Look for Ways to Boost Productivity
- Become More Flexible with Schedules. If employees are unsatisfied with their work schedule, consider becoming more flexible. If it isn’t imperative that they come in at a specific time, give them more leeway on when they can come and go. Employees have a life outside of their 9-to-5 jobs, and sometimes that life overlaps with their work schedule. Allowing them to be flexible in their time can relieve a lot of stress and even increase their productivity.
- Cut Out Time Wasters. If employees feel like they waste a lot of time at work, it may be time to reorganize and streamline different processes. Cancel meetings if they no longer seem productive or valuable, and assess your employees’ workload to see if any busywork can be cut back. Chances are plenty of inefficiencies have crept their way into your company, so take the opportunity to weed them out and make everyone’s life a little easier.
Improve Performance Management
- Stop Micromanaging. Managers who insist on controlling everything their employees do can have a negative impact on work culture. Encourage managers to delegate responsibility more often and allow employees to find their own solutions to challenges. Trusting employees to do their jobs (and do them well) will foster more respect and satisfaction in the workplace for everyone.
- Create a Feedback Loop. Keep in mind as you assess results that you don’t have to respond to every single employee complaint or suggestion, but you do need to make it clear to your employees that you hear them. The easiest way to implement a strong feedback loop in your company is regular employee/manager one-on-ones. Over 90% of employees who receive positive recognition on a daily basis say they are satisfied or very satisfied with their company. Employees need a space to talk about their goals and challenges and to receive coaching from managers.
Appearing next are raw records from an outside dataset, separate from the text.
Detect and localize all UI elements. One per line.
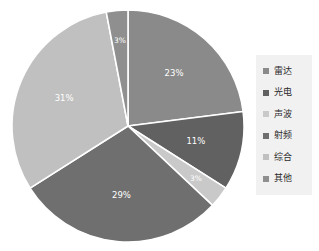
- legend-swatch-icon: [263, 68, 269, 74]
- legend-item[interactable]: 其他: [256, 172, 312, 186]
- legend-swatch-icon: [263, 90, 269, 96]
- pie-slice-label: 3%: [114, 36, 126, 45]
- legend-item-label: 光电: [274, 88, 292, 97]
- legend-item[interactable]: 综合: [256, 150, 312, 164]
- legend-swatch-icon: [263, 154, 269, 160]
- pie-chart-figure: 23%11%3%29%31%3% 雷达光电声波射频综合其他: [0, 0, 319, 251]
- pie-slice-label: 11%: [186, 136, 205, 146]
- pie-slice-label: 31%: [55, 93, 74, 103]
- pie-chart-svg: 23%11%3%29%31%3%: [8, 6, 248, 246]
- legend-swatch-icon: [263, 111, 269, 117]
- legend-item-label: 射频: [274, 131, 292, 140]
- legend-item-label: 雷达: [274, 67, 292, 76]
- pie-slice-group: [12, 10, 244, 242]
- legend-swatch-icon: [263, 133, 269, 139]
- legend-item-label: 综合: [274, 153, 292, 162]
- pie-slice-label: 23%: [165, 68, 184, 78]
- legend-item-label: 声波: [274, 110, 292, 119]
- legend-swatch-icon: [263, 176, 269, 182]
- chart-legend: 雷达光电声波射频综合其他: [256, 55, 312, 195]
- pie-slice-label: 3%: [190, 174, 202, 183]
- pie-slice[interactable]: [128, 10, 243, 126]
- legend-item[interactable]: 射频: [256, 129, 312, 143]
- legend-item[interactable]: 雷达: [256, 64, 312, 78]
- legend-item-label: 其他: [274, 174, 292, 183]
- legend-item[interactable]: 光电: [256, 86, 312, 100]
- pie-slice-label: 29%: [112, 190, 131, 200]
- legend-item[interactable]: 声波: [256, 107, 312, 121]
- pie-chart-plot-area: 23%11%3%29%31%3%: [8, 6, 248, 246]
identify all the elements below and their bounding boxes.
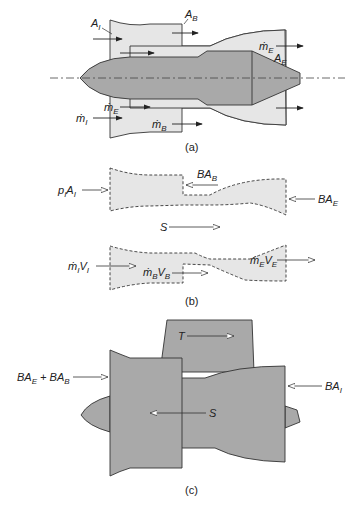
core-nacelle [180, 366, 285, 462]
label-pI-AI: pIAI [57, 184, 77, 199]
label-S-c: S [209, 407, 217, 419]
label-mI-VI: ṁIVI [68, 260, 90, 275]
label-BA-E: BAE [318, 193, 339, 208]
label-BA-I: BAI [325, 380, 343, 395]
rear-plug [285, 406, 300, 428]
label-BA-E-plus-BA-B: BAE + BAB [17, 371, 70, 386]
propulsion-control-volume-diagram: AI AB ṁE AE ṁE ṁI ṁB (a) pIAI BAB BAE S … [0, 0, 354, 507]
caption-c: (c) [185, 484, 198, 496]
label-BA-B: BAB [197, 168, 218, 183]
front-spinner [81, 396, 110, 432]
caption-a: (a) [185, 141, 198, 153]
label-S-b: S [160, 221, 168, 233]
label-A-B: AB [184, 8, 198, 23]
panel-a: AI AB ṁE AE ṁE ṁI ṁB (a) [50, 8, 345, 153]
label-A-I: AI [90, 17, 101, 32]
label-mdot-I: ṁI [76, 112, 88, 127]
caption-b: (b) [185, 295, 198, 307]
panel-b: pIAI BAB BAE S ṁIVI ṁBVB ṁEVE (b) [57, 168, 339, 307]
panel-c: BAE + BAB T BAI S (c) [17, 320, 343, 496]
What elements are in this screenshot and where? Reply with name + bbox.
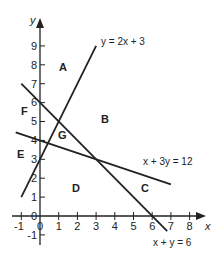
svg-text:1: 1 [56,220,62,232]
x-axis-label: x [204,220,211,232]
svg-text:0: 0 [37,220,43,232]
svg-text:6: 6 [149,220,155,232]
axes [12,24,200,245]
region-label-e: E [17,148,24,160]
svg-text:2: 2 [74,220,80,232]
svg-text:2: 2 [31,172,37,184]
svg-text:0: 0 [31,210,37,222]
svg-text:7: 7 [168,220,174,232]
coordinate-plane: -1 0 1 2 3 4 5 6 7 8 -1 0 1 2 3 4 5 6 7 … [0,0,218,265]
svg-text:3: 3 [93,220,99,232]
region-label-f: F [21,105,28,117]
y-axis-label: y [29,14,37,26]
svg-text:-1: -1 [27,229,37,241]
y-axis-arrow-icon [36,18,44,28]
region-label-d: D [72,182,80,194]
region-label-g: G [58,129,67,141]
y-tick-labels: -1 0 1 2 3 4 5 6 7 8 9 [27,40,37,241]
x-axis-arrow-icon [196,212,206,220]
svg-text:5: 5 [31,115,37,127]
region-label-b: B [101,113,109,125]
svg-text:-1: -1 [14,220,24,232]
region-label-c: C [141,182,149,194]
svg-text:8: 8 [187,220,193,232]
equation-label-1: y = 2x + 3 [101,36,145,47]
equation-label-3: x + y = 6 [153,237,192,248]
svg-text:8: 8 [31,59,37,71]
equation-label-2: x + 3y = 12 [143,156,193,167]
svg-text:5: 5 [130,220,136,232]
svg-text:9: 9 [31,40,37,52]
svg-text:4: 4 [112,220,118,232]
svg-text:3: 3 [31,153,37,165]
svg-text:1: 1 [31,191,37,203]
svg-text:7: 7 [31,78,37,90]
region-label-a: A [59,61,67,73]
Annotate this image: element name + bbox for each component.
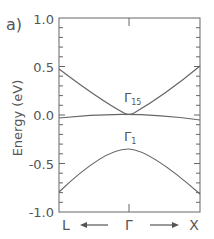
y-ticks-right: [194, 28, 200, 203]
ytick-label: 1.0: [33, 12, 54, 27]
band-structure-chart: a) 1.0 0.5 0.0 -0.5 -1.0 Energy (eV) L Γ…: [0, 0, 214, 239]
y-axis-label: Energy (eV): [10, 80, 25, 157]
annotation-gamma1: Γ1: [124, 129, 136, 146]
ytick-label: 0.5: [33, 60, 54, 75]
ytick-label: 0.0: [33, 108, 54, 123]
arrow-left-icon: [80, 222, 108, 228]
band-gamma15-flat: [59, 114, 200, 120]
ytick-label: -1.0: [29, 205, 54, 220]
annotation-gamma15: Γ15: [124, 90, 141, 107]
panel-label: a): [6, 15, 22, 34]
xtick-label-X: X: [189, 217, 199, 233]
band-gamma1: [59, 149, 200, 194]
xtick-label-L: L: [62, 217, 70, 233]
ytick-label: -0.5: [29, 157, 54, 172]
xtick-label-gamma: Γ: [125, 217, 133, 233]
arrow-right-icon: [150, 222, 179, 228]
y-ticks-left: [59, 28, 65, 203]
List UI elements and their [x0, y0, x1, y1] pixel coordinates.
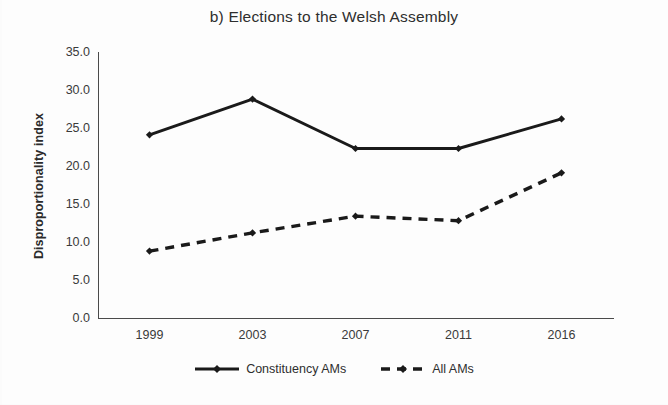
y-tick-label: 10.0: [44, 235, 90, 249]
data-point-marker: [249, 96, 256, 103]
series-line: [150, 173, 562, 251]
data-point-marker: [352, 213, 359, 220]
x-tick-label: 1999: [110, 328, 190, 342]
series-2: [146, 169, 565, 254]
chart-title: b) Elections to the Welsh Assembly: [0, 8, 668, 26]
x-axis-tick-labels: 19992003200720112016: [98, 328, 613, 348]
legend-label: Constituency AMs: [246, 362, 346, 376]
legend-label: All AMs: [432, 362, 474, 376]
legend-item-2[interactable]: All AMs: [380, 362, 474, 376]
data-point-marker: [213, 365, 221, 373]
data-point-marker: [352, 145, 359, 152]
series-line: [150, 99, 562, 148]
legend-item-1[interactable]: Constituency AMs: [194, 362, 346, 376]
x-tick-label: 2003: [213, 328, 293, 342]
data-point-marker: [146, 248, 153, 255]
data-point-marker: [455, 145, 462, 152]
y-tick-label: 20.0: [44, 159, 90, 173]
y-axis-line: [98, 52, 99, 319]
chart-legend: Constituency AMsAll AMs: [0, 362, 668, 376]
x-tick-label: 2011: [419, 328, 499, 342]
y-tick-label: 5.0: [44, 273, 90, 287]
chart-figure: b) Elections to the Welsh Assembly Dispr…: [0, 0, 668, 405]
legend-marker-icon: [380, 363, 426, 375]
data-point-marker: [558, 115, 565, 122]
y-tick-label: 25.0: [44, 121, 90, 135]
y-tick-label: 35.0: [44, 45, 90, 59]
series-1: [146, 96, 565, 153]
y-axis-tick-labels: 0.05.010.015.020.025.030.035.0: [38, 52, 90, 318]
x-tick-label: 2016: [522, 328, 602, 342]
legend-marker-icon: [194, 363, 240, 375]
data-point-marker: [146, 131, 153, 138]
data-point-marker: [249, 229, 256, 236]
data-point-marker: [558, 169, 565, 176]
x-axis-line: [98, 318, 614, 319]
data-point-marker: [455, 217, 462, 224]
x-tick-label: 2007: [316, 328, 396, 342]
y-tick-label: 30.0: [44, 83, 90, 97]
y-tick-label: 0.0: [44, 311, 90, 325]
y-tick-label: 15.0: [44, 197, 90, 211]
data-point-marker: [399, 365, 407, 373]
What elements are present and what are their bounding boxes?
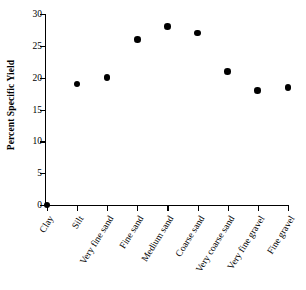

One-on-ones don’t have to feel like a quick rush through an agenda; take your time and really enjoy the space to discuss how things are going.
- Offer Complete Reviews. Performance and 360-degree feedback reviews give you opportunities to reflect on individual performance and get formal feedback from peers and managers. Such complete, formal reviews have two major benefits. Firstly, not every manager is quick to dole out praise and suggestions for improvement. It’s just not everyone’s style. But that doesn’t mean employees don’t need that feedback. Formal reviews make sure everyone at the company is getting the feedback they need. Secondly, quiet, reflective feedback can come out differently than off-the-cuff comments and suggestions that may come up in one-on-one meetings and during projects. Pausing to reflect on your own performance or the performance of one of your employees may yield some valuable insights.
Offer New Growth Opportunities
- Set Up Job Training and Other Education Opportunities. Employees never want to feel like they’ve hit a dead-end in their career. To prevent this, consider offering job training and other opportunities that help expand employees’ job horizons. As employees expand their skill sets and learn about new job possibilities, they’ll see a path forward in their careers instead of a brick wall. Plus, it shows that you value your employees beyond what they do for your company right now as you’re investing in their career development.
Net Promoter, NPS, and the NPS-related emoticons are registered trademarks, and Net Promoter Score and Net Promoter System are service marks, of Bain & Company, Inc., Satmetrix Systems, Inc. and Fred Reichheld.